DATASET CONTENT:
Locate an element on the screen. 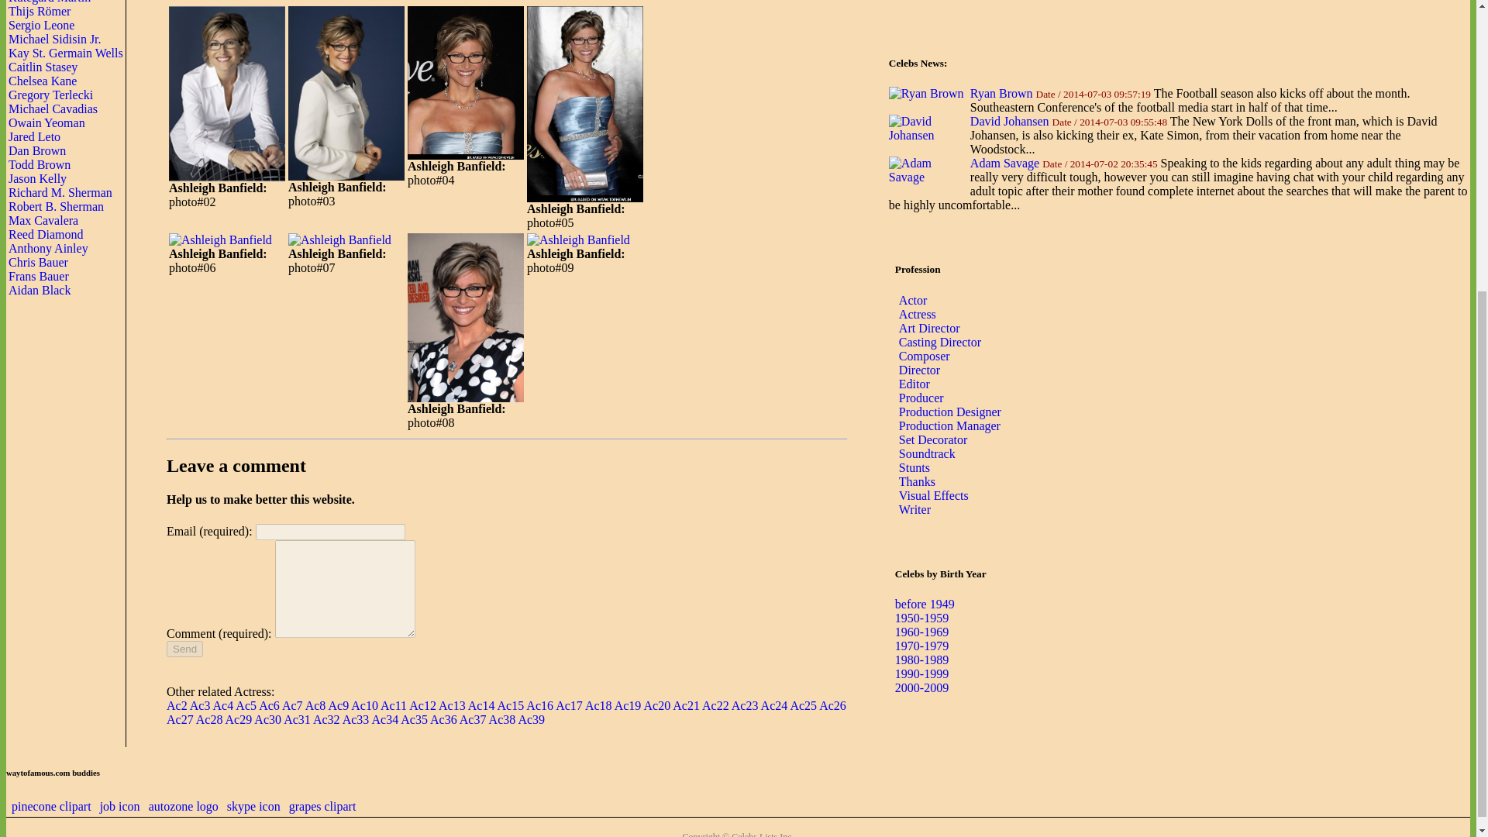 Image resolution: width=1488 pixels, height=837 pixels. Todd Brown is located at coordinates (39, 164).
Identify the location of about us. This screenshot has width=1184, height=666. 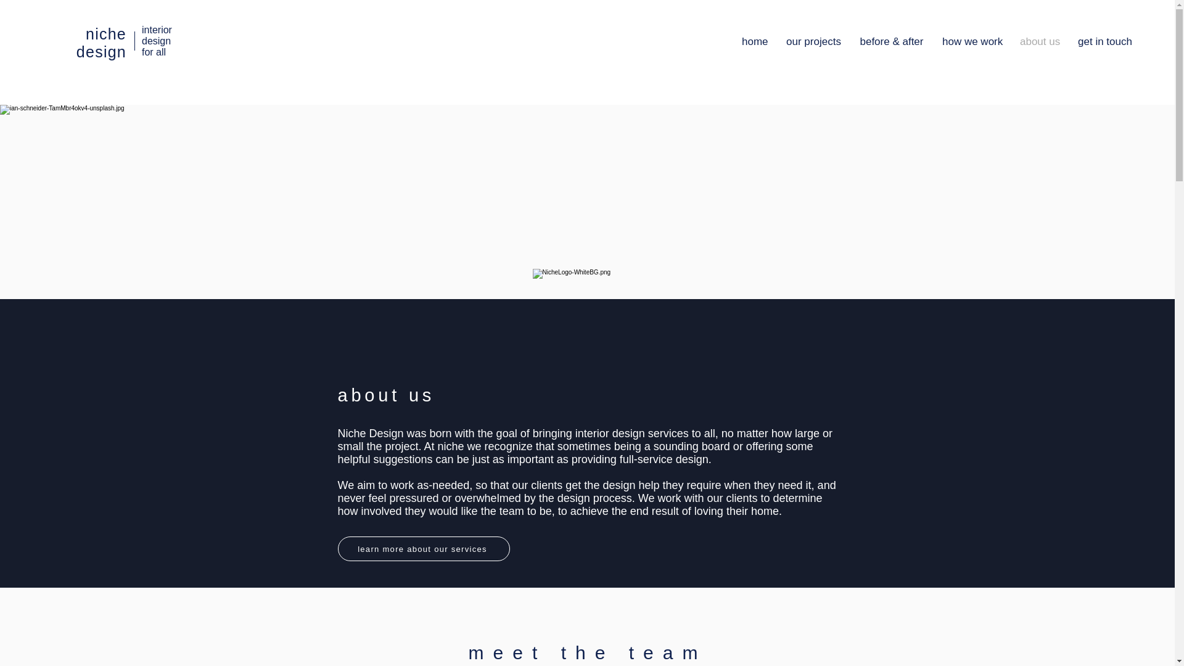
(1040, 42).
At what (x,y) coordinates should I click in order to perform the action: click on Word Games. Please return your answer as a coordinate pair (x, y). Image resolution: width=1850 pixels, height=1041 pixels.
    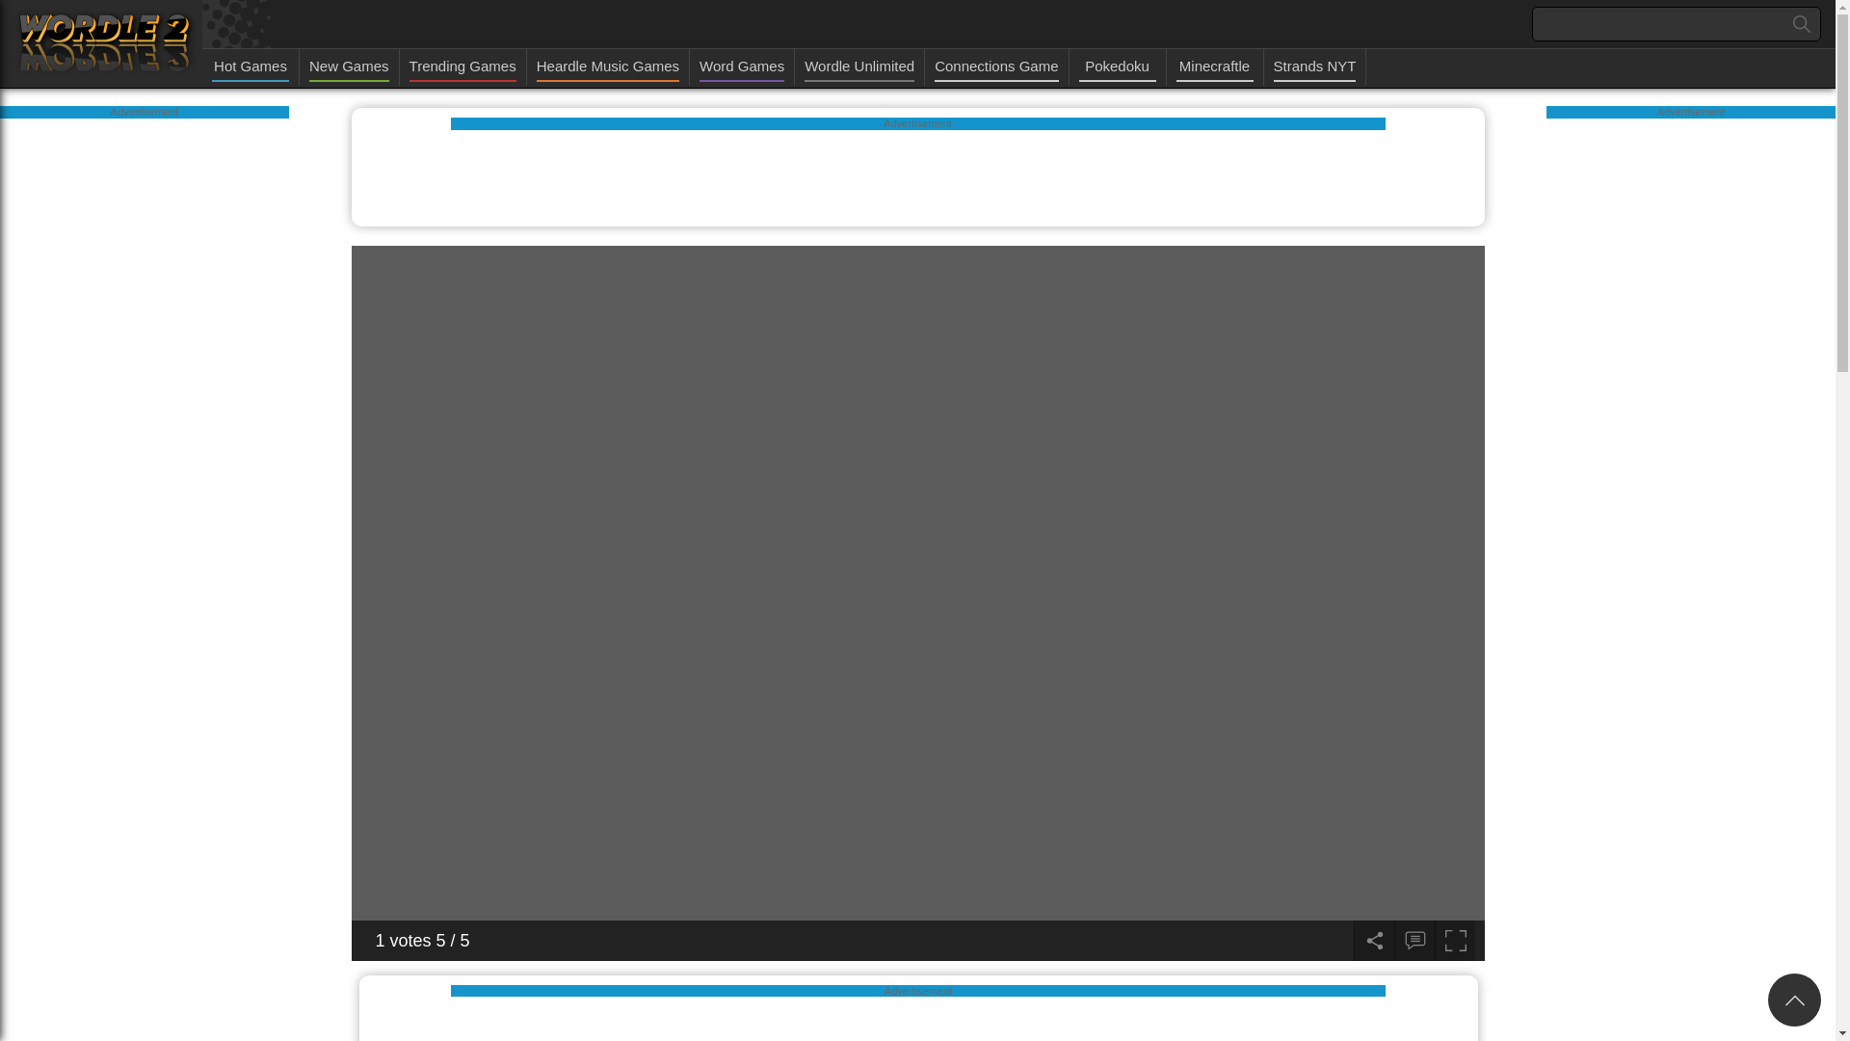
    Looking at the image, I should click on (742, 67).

WORK ORDER:
Output only the lines running from the line with "At what (x,y)" through the last line of the entries above, inclusive, with pictures excluded.

SOLVED EXERCISE:
At what (x,y) coordinates should I click in order to perform the action: click on Word Games. Please return your answer as a coordinate pair (x, y). Image resolution: width=1850 pixels, height=1041 pixels.
    Looking at the image, I should click on (742, 67).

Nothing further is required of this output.